The Care Promise: Understanding the Role, Promise, and Risk of Care Institutions in Prisoner Reentry

Maria Valdovinos Olson

Advisor: John G. Dale, PhD, Department of Sociology and Anthropology

Committee Members: Amy Best, James Witte

Online Location, Zoom
July 09, 2024, 10:00 AM to 12:00 PM

Abstract:

In 2020, the murder of George Floyd at the hands of the police, along with the inequities of COVID-19 impact, fueled a contentious summer of protests. The protests called for a different type of social arrangement rooted in care rather than punishment. I refer to this ideological critique of punishment, articulation of a moral obligation to care for each other, vision for communally sourced collective care, and call for integrating a care ethic into institutions, systems, and processes as the care promise. In this dissertation, I make the case that prisoner reentry constitutes an important testing ground for the care promise as an envisioned politics of care to replace existing institutions and policies of punishment.
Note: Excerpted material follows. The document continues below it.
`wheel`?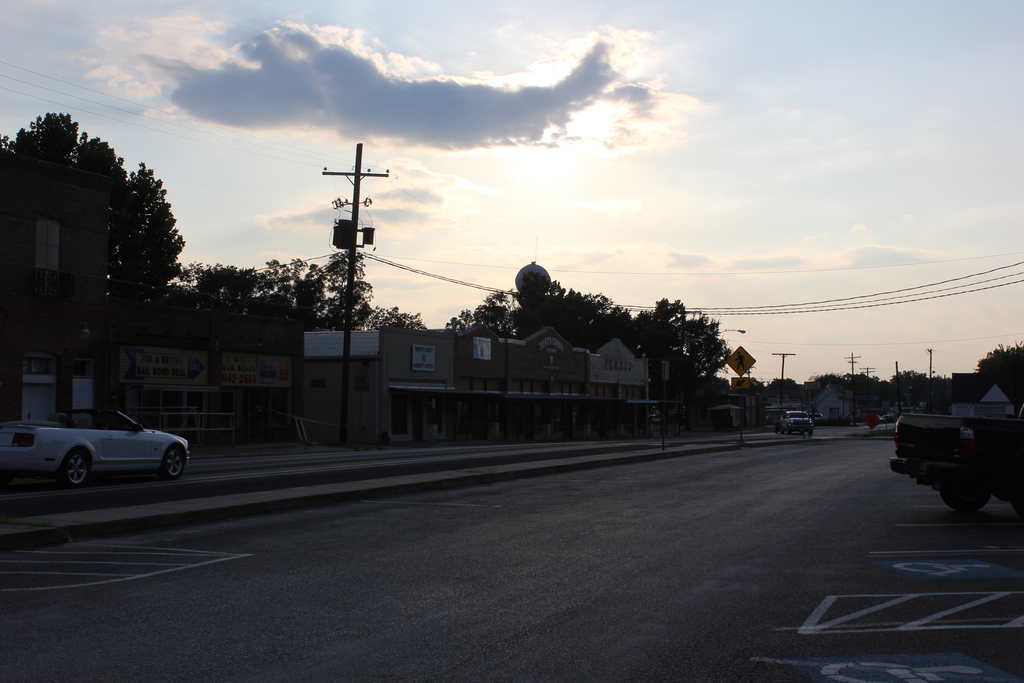
<box>806,429,812,436</box>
Reentry as a care institution is charged with supporting the formerly incarcerated in the transition from incarceration to the community. At the same time, it is characterized by disorganized provider networks, unresponsive policies, services that are misaligned with client needs, and programs that generally do not yield improved recidivism outcomes. Given the role of the reentry services provider in linking corrections to the community, reentry is subject to care and coercive practices that could explain many of these contradictions. Yet, we know surprisingly little about the social organization of care provision in community-based reentry. Specifically, there is a dearth of research examining how care and coercion elements interact to support or impede reintegration. Furthermore, the theorization of care for non-traditional care populations is conspicuously absent within sociological inquiry despite being a central organizing principle of social life. 

Using a broad historical lens and qualitative research design, this dissertation investigates the provision of care in reentry. First, I chronicle the historical, political, and policy shifts that gave rise to the project of care within the criminal legal context. Second, I draw on reentry planning, discharge/release, and community corrections policies and procedures to examine how care is conceptualized and structured for deployment during this early phase of the reentry process. Third, I carry out a multi-level analysis of a reentry services network to understand how the networked arrangement of reentry services provision supports and impedes reentry. Fourth, I make the general case for why care demands a more significant focus within the sociological discipline and work towards theorizing care related to this population, the post-incarceration re-integration process, and the institutional reentry context. I also consider the implications of my project for informing improved reentry policies and practices that can reduce post-incarceration recidivism and produce more equitable outcomes.